Author: Ellen Douglas Larned
Publisher:
Published: 1874
Total Pages: 618
ISBN-13:
DOWNLOAD EBOOKAuthor: Roy Porter
Publisher: Cambridge University Press
Published: 2006-06-05
Total Pages: 11
ISBN-13: 0521864267
DOWNLOAD EBOOKAgainst the backdrop of unprecedented concern for the future of health care, 'The Cambridge History of Medicine' surveys the rise of medicine in the West from classical times to the present. Covering both the social and scientific history of medicine, this volume traces the chronology of key developments and events.
Author: Wilimena Hannah Eliot Emerson
Publisher:
Published: 1905
Total Pages: 414
ISBN-13:
DOWNLOAD EBOOKAuthor: Thomas F. Baskett
Publisher: Cambridge University Press
Published: 2019-01-24
Total Pages: 545
ISBN-13: 1108386199
DOWNLOAD EBOOKFew specialties have a longer or richer eponymous background than obstetrics and gynaecology. Eponyms add a human side to an increasingly technical profession and represent the historic tradition and language of the speciality. This collection aims to perpetuate the names and contributions of pioneers and offer introductory profiles to the founders in whose steps we follow. This third edition includes 26 new entries, as well as expanded detail, illustration and quotation for existing entries. Biographical data and historical and medical context are discussed for each of the 391 names, with reference to 34 countries, reflecting the field's far reaching origins. More than 1700 original references feature, alongside an extensive bibliography of more than 2500 linked references to assist readers searching for more detailed information. This is a volume for physicians, midwives, medical historians, medical ethicists and all those interested in the history and evolution of obstetrical and gynaecological treatment.
Author: Sally Frampton
Publisher: Springer
Published: 2018-12-30
Total Pages: 277
ISBN-13: 3319789341
DOWNLOAD EBOOKThis open access book looks at the dramatic history of ovariotomy, an operation to remove ovarian tumours first practiced in the early nineteenth century.

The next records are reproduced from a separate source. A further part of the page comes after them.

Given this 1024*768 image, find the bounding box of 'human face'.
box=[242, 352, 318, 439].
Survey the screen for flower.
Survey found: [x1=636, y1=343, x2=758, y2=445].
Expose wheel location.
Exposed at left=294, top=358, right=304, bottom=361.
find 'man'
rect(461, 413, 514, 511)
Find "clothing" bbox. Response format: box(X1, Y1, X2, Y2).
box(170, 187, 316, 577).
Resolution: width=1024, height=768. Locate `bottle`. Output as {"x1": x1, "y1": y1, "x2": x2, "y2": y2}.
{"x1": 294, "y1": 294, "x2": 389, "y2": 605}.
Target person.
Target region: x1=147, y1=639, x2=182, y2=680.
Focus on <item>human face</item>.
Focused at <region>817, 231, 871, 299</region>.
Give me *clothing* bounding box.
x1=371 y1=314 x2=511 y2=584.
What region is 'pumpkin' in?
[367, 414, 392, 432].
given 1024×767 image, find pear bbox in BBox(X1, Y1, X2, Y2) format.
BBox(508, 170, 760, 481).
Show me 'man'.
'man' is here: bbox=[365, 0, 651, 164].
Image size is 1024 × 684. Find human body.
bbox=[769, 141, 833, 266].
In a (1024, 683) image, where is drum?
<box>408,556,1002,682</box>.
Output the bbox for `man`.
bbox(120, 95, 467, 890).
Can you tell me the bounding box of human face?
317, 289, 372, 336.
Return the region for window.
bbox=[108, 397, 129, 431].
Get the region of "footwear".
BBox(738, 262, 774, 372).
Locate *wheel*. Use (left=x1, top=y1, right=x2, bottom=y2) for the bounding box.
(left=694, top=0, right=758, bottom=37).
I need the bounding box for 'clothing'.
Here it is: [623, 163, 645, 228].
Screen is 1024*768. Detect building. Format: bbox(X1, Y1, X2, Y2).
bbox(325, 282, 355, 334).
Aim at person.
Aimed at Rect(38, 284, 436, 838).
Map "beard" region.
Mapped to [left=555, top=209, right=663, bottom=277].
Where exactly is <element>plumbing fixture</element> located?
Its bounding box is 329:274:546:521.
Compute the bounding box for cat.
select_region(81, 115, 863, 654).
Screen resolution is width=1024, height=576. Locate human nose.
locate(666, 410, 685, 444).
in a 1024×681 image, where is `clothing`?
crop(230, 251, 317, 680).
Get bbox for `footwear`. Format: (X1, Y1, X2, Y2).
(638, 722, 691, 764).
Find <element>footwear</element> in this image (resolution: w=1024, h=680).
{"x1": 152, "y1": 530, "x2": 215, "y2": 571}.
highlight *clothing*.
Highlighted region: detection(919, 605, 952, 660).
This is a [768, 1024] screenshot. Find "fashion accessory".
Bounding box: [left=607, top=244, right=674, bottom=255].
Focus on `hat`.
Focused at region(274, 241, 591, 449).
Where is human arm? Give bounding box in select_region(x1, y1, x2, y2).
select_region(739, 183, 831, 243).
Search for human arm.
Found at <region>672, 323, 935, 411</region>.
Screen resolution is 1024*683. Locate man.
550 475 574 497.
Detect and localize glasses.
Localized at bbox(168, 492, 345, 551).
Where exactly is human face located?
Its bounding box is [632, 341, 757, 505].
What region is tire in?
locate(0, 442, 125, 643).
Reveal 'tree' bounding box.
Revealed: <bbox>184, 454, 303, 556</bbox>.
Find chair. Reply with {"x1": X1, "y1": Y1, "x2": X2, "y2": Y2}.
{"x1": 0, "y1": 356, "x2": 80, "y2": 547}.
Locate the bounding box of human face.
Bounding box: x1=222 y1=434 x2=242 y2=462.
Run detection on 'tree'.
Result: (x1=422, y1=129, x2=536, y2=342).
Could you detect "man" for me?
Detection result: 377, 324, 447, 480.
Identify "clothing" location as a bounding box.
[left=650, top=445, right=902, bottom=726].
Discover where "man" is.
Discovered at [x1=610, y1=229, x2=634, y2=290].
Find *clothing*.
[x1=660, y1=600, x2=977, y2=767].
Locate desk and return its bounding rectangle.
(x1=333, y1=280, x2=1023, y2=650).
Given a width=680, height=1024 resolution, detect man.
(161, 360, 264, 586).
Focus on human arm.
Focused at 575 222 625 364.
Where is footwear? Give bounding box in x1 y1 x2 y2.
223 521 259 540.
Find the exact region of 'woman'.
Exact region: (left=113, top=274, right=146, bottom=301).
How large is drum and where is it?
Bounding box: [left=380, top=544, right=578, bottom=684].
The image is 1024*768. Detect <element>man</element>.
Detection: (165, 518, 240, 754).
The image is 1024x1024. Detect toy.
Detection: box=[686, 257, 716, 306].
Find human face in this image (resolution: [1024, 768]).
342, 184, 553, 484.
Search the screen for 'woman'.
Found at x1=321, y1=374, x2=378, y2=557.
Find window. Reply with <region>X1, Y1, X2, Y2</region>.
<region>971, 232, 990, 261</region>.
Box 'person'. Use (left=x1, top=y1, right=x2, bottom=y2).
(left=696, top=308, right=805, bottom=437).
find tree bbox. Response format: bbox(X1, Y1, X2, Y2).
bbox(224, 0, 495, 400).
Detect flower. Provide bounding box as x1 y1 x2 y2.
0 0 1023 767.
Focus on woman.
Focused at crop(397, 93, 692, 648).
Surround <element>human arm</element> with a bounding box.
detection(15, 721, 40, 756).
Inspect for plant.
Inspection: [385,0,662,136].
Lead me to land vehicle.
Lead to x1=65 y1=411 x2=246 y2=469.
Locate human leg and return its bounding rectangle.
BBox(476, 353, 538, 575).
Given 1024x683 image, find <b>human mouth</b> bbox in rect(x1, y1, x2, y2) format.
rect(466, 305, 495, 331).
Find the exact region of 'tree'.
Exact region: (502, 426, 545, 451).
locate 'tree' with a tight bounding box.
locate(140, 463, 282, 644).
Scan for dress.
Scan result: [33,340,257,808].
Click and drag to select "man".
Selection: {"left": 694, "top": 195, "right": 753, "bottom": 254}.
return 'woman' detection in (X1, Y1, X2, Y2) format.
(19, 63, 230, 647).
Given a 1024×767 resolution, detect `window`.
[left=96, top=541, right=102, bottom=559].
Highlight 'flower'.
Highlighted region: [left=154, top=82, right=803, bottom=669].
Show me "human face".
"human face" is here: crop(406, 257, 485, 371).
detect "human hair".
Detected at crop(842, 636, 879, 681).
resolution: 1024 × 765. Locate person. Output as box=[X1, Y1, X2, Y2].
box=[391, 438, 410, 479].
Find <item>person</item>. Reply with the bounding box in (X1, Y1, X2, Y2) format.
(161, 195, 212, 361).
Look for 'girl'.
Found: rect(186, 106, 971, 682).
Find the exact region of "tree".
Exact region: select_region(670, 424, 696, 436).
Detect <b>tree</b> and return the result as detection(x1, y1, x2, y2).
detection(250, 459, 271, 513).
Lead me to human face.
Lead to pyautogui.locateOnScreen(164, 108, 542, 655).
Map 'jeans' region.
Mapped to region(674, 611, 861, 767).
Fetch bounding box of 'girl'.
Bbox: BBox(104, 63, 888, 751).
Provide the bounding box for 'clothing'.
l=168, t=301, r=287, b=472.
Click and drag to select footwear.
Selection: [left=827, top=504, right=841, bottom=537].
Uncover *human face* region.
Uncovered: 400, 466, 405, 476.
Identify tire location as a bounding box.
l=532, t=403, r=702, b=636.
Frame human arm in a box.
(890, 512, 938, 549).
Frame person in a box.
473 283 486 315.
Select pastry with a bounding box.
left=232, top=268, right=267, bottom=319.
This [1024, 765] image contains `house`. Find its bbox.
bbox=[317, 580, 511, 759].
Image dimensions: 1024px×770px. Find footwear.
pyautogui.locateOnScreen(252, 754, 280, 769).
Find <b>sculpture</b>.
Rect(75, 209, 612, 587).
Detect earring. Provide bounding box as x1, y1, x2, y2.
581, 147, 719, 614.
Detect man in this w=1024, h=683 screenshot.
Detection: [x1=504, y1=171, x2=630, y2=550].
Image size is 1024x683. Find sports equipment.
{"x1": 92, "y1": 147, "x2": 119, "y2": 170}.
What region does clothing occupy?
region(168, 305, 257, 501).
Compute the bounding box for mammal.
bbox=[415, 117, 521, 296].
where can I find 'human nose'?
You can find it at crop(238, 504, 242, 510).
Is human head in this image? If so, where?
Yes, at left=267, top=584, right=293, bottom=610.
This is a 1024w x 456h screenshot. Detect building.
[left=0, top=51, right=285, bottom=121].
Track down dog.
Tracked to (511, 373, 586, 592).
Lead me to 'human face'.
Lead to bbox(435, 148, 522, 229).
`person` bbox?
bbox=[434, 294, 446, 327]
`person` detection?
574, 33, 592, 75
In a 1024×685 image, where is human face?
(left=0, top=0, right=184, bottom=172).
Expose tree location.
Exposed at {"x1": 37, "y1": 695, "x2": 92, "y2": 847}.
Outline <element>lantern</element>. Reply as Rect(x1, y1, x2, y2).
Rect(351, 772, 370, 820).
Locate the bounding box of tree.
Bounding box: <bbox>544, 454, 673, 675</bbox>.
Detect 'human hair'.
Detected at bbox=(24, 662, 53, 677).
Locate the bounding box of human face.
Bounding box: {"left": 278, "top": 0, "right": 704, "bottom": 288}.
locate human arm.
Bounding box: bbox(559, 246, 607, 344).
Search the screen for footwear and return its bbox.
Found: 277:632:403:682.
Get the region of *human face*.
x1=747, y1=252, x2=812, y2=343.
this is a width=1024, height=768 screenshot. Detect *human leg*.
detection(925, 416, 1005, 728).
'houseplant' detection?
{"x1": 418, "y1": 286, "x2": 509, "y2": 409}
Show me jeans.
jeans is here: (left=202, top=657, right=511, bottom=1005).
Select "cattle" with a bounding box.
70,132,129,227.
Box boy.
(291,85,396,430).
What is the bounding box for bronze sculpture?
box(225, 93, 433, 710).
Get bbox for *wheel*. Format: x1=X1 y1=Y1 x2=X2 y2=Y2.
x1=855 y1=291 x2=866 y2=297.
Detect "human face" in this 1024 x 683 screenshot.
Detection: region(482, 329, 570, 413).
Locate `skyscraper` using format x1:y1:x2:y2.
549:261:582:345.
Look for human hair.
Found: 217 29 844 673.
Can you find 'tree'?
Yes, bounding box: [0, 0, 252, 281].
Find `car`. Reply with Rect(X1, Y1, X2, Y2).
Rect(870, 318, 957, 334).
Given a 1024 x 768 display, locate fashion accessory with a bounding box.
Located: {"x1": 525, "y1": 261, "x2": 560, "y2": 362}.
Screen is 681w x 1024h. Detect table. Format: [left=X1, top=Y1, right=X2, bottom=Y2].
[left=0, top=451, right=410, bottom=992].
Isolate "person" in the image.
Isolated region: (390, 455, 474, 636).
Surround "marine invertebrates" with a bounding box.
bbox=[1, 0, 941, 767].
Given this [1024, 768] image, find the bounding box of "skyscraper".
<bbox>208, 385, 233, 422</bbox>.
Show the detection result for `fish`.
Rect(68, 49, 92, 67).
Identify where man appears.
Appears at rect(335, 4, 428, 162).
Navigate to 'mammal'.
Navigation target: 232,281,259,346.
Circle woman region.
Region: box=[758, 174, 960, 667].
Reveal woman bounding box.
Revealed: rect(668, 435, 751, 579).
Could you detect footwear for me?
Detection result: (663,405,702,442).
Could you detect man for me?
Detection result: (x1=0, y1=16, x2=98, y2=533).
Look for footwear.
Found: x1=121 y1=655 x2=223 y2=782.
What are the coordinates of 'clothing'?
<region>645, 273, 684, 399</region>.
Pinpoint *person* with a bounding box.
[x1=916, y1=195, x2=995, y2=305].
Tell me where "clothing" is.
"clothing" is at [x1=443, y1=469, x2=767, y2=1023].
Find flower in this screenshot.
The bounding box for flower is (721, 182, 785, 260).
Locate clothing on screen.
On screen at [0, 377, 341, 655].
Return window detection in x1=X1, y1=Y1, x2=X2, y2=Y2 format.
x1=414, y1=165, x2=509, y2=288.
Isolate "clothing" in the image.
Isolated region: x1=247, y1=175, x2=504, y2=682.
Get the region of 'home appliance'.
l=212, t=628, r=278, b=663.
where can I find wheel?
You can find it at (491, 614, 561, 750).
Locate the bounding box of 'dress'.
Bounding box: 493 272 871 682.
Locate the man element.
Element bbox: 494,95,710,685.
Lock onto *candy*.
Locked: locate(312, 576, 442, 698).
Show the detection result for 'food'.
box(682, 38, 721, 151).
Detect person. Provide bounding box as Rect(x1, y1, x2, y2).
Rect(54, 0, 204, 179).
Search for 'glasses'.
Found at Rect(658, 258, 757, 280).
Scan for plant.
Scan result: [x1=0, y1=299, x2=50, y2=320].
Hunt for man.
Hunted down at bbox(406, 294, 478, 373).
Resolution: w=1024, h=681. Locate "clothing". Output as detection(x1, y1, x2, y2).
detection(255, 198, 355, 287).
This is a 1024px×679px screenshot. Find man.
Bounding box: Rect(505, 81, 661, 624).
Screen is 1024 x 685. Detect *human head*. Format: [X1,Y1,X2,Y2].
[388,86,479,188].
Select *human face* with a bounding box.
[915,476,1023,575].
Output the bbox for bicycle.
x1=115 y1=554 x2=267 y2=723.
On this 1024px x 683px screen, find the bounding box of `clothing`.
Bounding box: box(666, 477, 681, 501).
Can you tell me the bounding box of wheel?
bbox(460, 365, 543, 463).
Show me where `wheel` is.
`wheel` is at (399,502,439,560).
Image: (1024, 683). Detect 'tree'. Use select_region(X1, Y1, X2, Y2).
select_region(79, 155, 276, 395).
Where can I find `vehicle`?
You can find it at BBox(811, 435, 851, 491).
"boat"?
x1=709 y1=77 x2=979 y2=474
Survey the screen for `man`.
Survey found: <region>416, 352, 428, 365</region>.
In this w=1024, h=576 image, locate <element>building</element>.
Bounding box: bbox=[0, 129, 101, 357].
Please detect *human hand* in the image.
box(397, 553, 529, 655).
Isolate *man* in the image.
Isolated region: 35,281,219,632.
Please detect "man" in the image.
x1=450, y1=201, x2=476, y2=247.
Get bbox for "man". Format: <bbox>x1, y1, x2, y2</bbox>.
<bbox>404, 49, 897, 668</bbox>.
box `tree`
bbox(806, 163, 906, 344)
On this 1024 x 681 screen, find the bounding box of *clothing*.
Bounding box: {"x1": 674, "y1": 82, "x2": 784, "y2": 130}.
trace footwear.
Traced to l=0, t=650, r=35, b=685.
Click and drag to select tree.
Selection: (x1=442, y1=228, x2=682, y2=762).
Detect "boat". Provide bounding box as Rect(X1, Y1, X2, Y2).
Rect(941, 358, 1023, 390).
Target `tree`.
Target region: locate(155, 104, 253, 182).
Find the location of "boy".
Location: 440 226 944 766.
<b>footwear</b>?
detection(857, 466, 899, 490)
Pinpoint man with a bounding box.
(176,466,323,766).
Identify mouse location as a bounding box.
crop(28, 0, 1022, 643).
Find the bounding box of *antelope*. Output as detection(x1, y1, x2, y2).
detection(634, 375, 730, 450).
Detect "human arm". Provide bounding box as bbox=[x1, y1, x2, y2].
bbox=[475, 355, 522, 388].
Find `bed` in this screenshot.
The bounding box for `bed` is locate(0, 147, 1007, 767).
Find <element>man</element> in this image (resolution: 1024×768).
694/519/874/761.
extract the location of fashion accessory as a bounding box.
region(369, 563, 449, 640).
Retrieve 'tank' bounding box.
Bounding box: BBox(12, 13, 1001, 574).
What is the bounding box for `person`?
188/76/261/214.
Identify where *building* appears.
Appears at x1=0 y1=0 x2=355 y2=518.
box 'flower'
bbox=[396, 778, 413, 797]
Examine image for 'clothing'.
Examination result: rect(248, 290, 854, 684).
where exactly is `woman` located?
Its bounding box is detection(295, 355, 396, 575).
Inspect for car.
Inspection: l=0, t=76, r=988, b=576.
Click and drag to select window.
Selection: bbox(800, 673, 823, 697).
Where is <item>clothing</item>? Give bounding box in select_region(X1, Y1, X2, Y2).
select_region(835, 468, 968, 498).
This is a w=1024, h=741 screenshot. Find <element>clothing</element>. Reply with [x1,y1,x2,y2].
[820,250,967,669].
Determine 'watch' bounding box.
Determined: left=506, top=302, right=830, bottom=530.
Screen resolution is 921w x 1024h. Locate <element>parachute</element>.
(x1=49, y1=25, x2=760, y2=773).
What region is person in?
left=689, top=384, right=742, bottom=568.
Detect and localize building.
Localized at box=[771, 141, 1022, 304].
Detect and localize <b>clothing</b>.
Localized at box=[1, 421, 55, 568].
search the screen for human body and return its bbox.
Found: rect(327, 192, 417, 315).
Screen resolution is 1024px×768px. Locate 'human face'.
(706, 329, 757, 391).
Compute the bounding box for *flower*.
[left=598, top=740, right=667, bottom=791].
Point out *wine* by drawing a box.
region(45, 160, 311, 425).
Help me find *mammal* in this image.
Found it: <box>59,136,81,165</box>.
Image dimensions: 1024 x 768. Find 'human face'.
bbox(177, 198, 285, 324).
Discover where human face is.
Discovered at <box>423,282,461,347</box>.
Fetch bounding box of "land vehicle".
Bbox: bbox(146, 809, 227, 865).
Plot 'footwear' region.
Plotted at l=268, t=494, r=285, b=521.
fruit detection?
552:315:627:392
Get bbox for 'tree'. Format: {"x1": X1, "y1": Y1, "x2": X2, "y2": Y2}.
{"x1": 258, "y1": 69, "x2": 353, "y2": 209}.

Bold and daring, surgeons who performed it claimed to be initiating a new era of surgery by opening the abdomen. Ovariotomy soon occupied a complex position within medicine and society, as an operation which symbolised surgical progress, while also remaining at the boundaries of ethical acceptability. This book traces the operation’s innovation, from its roots in eighteenth-century pathology, through the denouncement of those who performed it as ‘belly-rippers’, to its rapid uptake in the 1880s, when ovariotomists were accused of over-operating. Throughout the century, the operation was never a hair’s breadth from controversy.
Author: R.D. Semba
Publisher: Karger Medical and Scientific Publishers
Published: 2013-07-01
Total Pages: 224
ISBN-13: 331802189X
DOWNLOAD EBOOKThis book shows how vitamin A deficiency – before the vitamin was known to scientists – affected millions of people throughout history. It is a story of sailors and soldiers, penniless mothers, orphaned infants, and young children left susceptible to blindness and fatal infections. We also glimpse the fortunate ones who, with ample vitamin A-rich food, escaped this elusive stalker. Why were people going blind and dying? To unravel this puzzle, scientists around the world competed over the course of a century. Their persistent efforts led to the identification of vitamin A and its essential role in health. As a primary focus of today’s international public health efforts, vitamin A has saved hundreds of thousands of lives. But, we discover, they could save many more were it not for obstacles erected by political and ideological zealots who lack a historical perspective of the problem. Although exhaustively researched and documented, this book is written for intellectually curious lay readers as well as for specialists. Public health professionals, nutritionists, and historians of science and medicine have much to learn from this book about the cultural and scientific origins of their disciplines. Likewise, readers interested in military and cultural history will learn about the interaction of health, society, science, and politics. The author’s presentation of vitamin A deficiency is likely to become a classic case study of health disparities in the past as well as the present.